Conflicting results from the clinical trials have clonidine, which has shown promise in PTSD, put aside along with guanfacine, which has not.

In the study, the team found that while the two drugs bind to the same receptors, they do different things there.

Their results suggest that clonidine could provide immediate treatment to the significant number of people emerging from the current pandemic with PTSD, as well as from longer-established causes like wars and other violence.

They suggest that large-scale clinical trials of clonidine in PTSD are warranted.

Their studies also indicate that other new therapies could be identified by looking at the impact on the activation of a key protein called cofilin by existing drugs.
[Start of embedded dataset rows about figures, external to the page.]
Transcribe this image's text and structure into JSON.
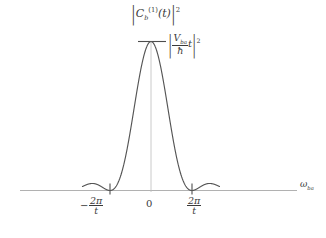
{
  "figure": {
    "colors": {
      "curve": "#555555",
      "axis": "#9a9a9a",
      "center_line": "#b0b0b0",
      "text": "#3a3a3a",
      "background": "#ffffff"
    }
  },
  "labels": {
    "y_quantity": {
      "bar_left": "|",
      "symbol": "C",
      "subscript": "b",
      "superscript_order": "(1)",
      "argument": "(t)",
      "bar_right": "|",
      "exponent": "2",
      "plain": "|C_b^(1)(t)|^2"
    },
    "peak_value": {
      "bar_left": "|",
      "numerator": "V",
      "numerator_subscript": "ba",
      "denominator": "ħ",
      "multiplier": "t",
      "bar_right": "|",
      "exponent": "2",
      "plain": "|V_ba/ħ t|^2"
    },
    "x_ticks": [
      {
        "name": "negative-two-pi-over-t",
        "sign": "−",
        "numerator": "2π",
        "denominator": "t",
        "plain": "-2π/t"
      },
      {
        "name": "zero",
        "text": "0",
        "plain": "0"
      },
      {
        "name": "positive-two-pi-over-t",
        "sign": "",
        "numerator": "2π",
        "denominator": "t",
        "plain": "2π/t"
      }
    ],
    "x_axis": {
      "symbol": "ω",
      "subscript": "ba",
      "plain": "ω_ba"
    }
  },
  "chart_data": {
    "type": "line",
    "title": "",
    "function": "sinc-squared",
    "formula": "|C_b^(1)(t)|^2 proportional to sin^2((omega_ba) t / 2) / (omega_ba/2)^2",
    "xlabel": "ω_ba",
    "ylabel": "|C_b^(1)(t)|²",
    "xlim": [
      -10.5,
      10.5
    ],
    "ylim": [
      0,
      1.02
    ],
    "xticks": [
      -6.2832,
      0,
      6.2832
    ],
    "xticklabels": [
      "-2π/t",
      "0",
      "2π/t"
    ],
    "yticks": [
      1.0
    ],
    "yticklabels": [
      "|V_ba t / ħ|²"
    ],
    "grid": false,
    "legend": false,
    "peak_value": 1.0,
    "peak_x": 0,
    "zeros": [
      -6.2832,
      6.2832
    ],
    "series": [
      {
        "name": "|C_b^(1)(t)|²",
        "x": [
          -10.5,
          -10.0,
          -9.5,
          -9.0,
          -8.5,
          -8.0,
          -7.5,
          -7.0,
          -6.6,
          -6.2832,
          -6.0,
          -5.5,
          -5.0,
          -4.5,
          -4.0,
          -3.5,
          -3.0,
          -2.5,
          -2.0,
          -1.5,
          -1.0,
          -0.5,
          0.0,
          0.5,
          1.0,
          1.5,
          2.0,
          2.5,
          3.0,
          3.5,
          4.0,
          4.5,
          5.0,
          5.5,
          6.0,
          6.2832,
          6.6,
          7.0,
          7.5,
          8.0,
          8.5,
          9.0,
          9.5,
          10.0,
          10.5
        ],
        "y": [
          0.0072,
          0.0102,
          0.0095,
          0.0056,
          0.0015,
          0.0,
          0.0019,
          0.0073,
          0.0098,
          0.0,
          0.0043,
          0.024,
          0.0573,
          0.1047,
          0.1654,
          0.2372,
          0.3166,
          0.3996,
          0.4818,
          0.5585,
          0.6259,
          0.6806,
          1.0,
          0.6806,
          0.6259,
          0.5585,
          0.4818,
          0.3996,
          0.3166,
          0.2372,
          0.1654,
          0.1047,
          0.0573,
          0.024,
          0.0043,
          0.0,
          0.0098,
          0.0073,
          0.0019,
          0.0,
          0.0015,
          0.0056,
          0.0095,
          0.0102,
          0.0072
        ]
      }
    ]
  }
}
The new studies looked at genetically modified mice as well as neurons that came from human stem cells, which have the capacity to make many cell types.

The findings help clarify the disparate results in the clinical trials of these two similar drugs, Wang says.

In fact, when mice got both drugs, the guanfacine appeared to lessen the impact of clonidine in the essential step of reconsolidating—and so sustaining—a traumatic memory, indicating their polar-opposite impact at least on this biological function.

The U.S. Department of Veterans Affairs defines post-traumatic stress disorder as a mental health problem that some people develop after experiencing or witnessing a life-threatening or traumatic event.

If you care about blood pressure, please read studies that black licorice could cause dangerous high blood pressure, and this common plant nutrient could help reduce high blood pressure.

For more information about mental health, please see recent studies about warning signs of PTSD you need to know, and results showing how sleep may help you process emotions and reduce PTSD.

The study was conducted by Qin Wang et al and published in Molecular Psychiatry.